The truth is that right now, in the financial world - just like at Ford or JCB - keeping your job is your bonus. We don't need to pay anything else on top. And to the extent we do, no way should it be cash - it should be in deferred stock, or maybe some of that toxic debt whose value is so fluid.
But I'm very much afraid our wibbly-wobbly "government" is no St Obama. Despite all the huffing, it is simply going to cave. It makes you want to spit.
PS Wonder how the backroom prep for Gordo's much-hyped London G20 meeting is going? We know he's desperate to pose as the economic saviour of the world, but as each day passes it's becoming more and more difficult to disguise the fact that his fellow "leaders" think he's an economic prat. Sarko's outburst yesterdaywas great: "When the English decided to cut VAT by two per cent, a certain number of politicians rushed to tell me that I should do the same. Since then, not only has consumption in England not gone up, it continues to go down... When you put your country into debt to pay for operating costs, you have nothing in return for your debt and you ruin the country. The English did that it's because they don't have any industry left. Gordon Brown cannot do what I am doing..."And that's on top of the beastly Germans (see this blog). Should be interesting in April. [Oh, one small point for future reference, Nick - Gordo's not actually English. It turns out he's a one-eyed Scottish idiot sent down South specifically to bankrupt the English].THURSDAY, FEBRUARY 05, 2009
Tax Fax Gap
"Big businesses, the super-rich and an entire industry of consultants - many based in the City of London - devote huge amounts of time and money to paying the taxman as little as possible...

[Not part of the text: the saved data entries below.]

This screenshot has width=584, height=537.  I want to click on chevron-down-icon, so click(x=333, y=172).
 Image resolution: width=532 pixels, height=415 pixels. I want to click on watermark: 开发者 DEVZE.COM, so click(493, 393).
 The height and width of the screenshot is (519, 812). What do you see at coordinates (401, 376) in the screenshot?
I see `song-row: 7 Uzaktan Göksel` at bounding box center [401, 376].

Like the credit boom, the tax-avoidance game represents the triumph of technical proficiency over social responsibility... the behaviour of these companies has a pernicious knock-on effect on others. Socially responsible companies find their "good" behaviour punished by being at a competitive disadvantage to more ruthless companies who price in their avoidance to the consumer."
Now, we have some sympathy with the G's campaign. Indeed, we have blogged the so-called Tax Gap several times (eg here and here), noting how much it costs us poor schmucks who dutifully pay up every last penny of tax HMG decides to stick on us.
Our solution is simple: first, cut the incentive for tax avoidance by cutting expensive Big Government back down to size; second, drastically simplify the tax codes so there is much less scope for avoidance.
Oh yes, and the Major would add a third measure - the reintroduction of drawing, quartering, and burning at the stake for anyone caught evading taxes.
Unfortunately, it's most unlikely the Gran will adopt our solution. For one thing, under its government, public spending has mushroomed to pay for all those public sector non-jobs advertised at huge cost in the G every week. And also, under itsgovernment, Stalinist micro-management has made our tax code the longest and most complex in the developed world.
So our hopes for its campaign are not high, and we were not intending to blog it.
But then on Tuesday, somebody called Derek Draper (Mrs T reckons he might be one of those fat blokes they have on breakfast TV) used the Garn series to assault the TaxPayers' Alliance. You can read exactly what happened here - real handbags at dawn stuff.
So far as I can follow what he's saying - and it's a bit tricky - Droper reckons that because big companies use Brown's monstrous tax code to avoid UK taxation, and because Brown's monstrous public spending cannot be cut, that means the TPA wants hard-working British families to starve to death in a snow-filled ditch. You know, because they have to pay even higher taxes to balance the books. Kind of idea.
So what are facts? How big is this Tax Gap (ie the shortfall between what HMRC would collect in tax if everyone "played the game", and what they actuallycollect)?
For years, nobody really had a clue. But last year, as we blogged here, HMRC finally published some estimates - at least for direct taxes. Here's their summary table (click on it to enlarge):
So for 2003-04, HMRC estimated the total Tax Gap on Income Tax, CGT, National Insurance, Corporation Tax, IHT, and Stamp Duty was in the range of £11bn to £41bn, with a point estimate of £22bn. Since receipts in that year were £246bn, that implies losses in the range 5-15% (point estimate 8%).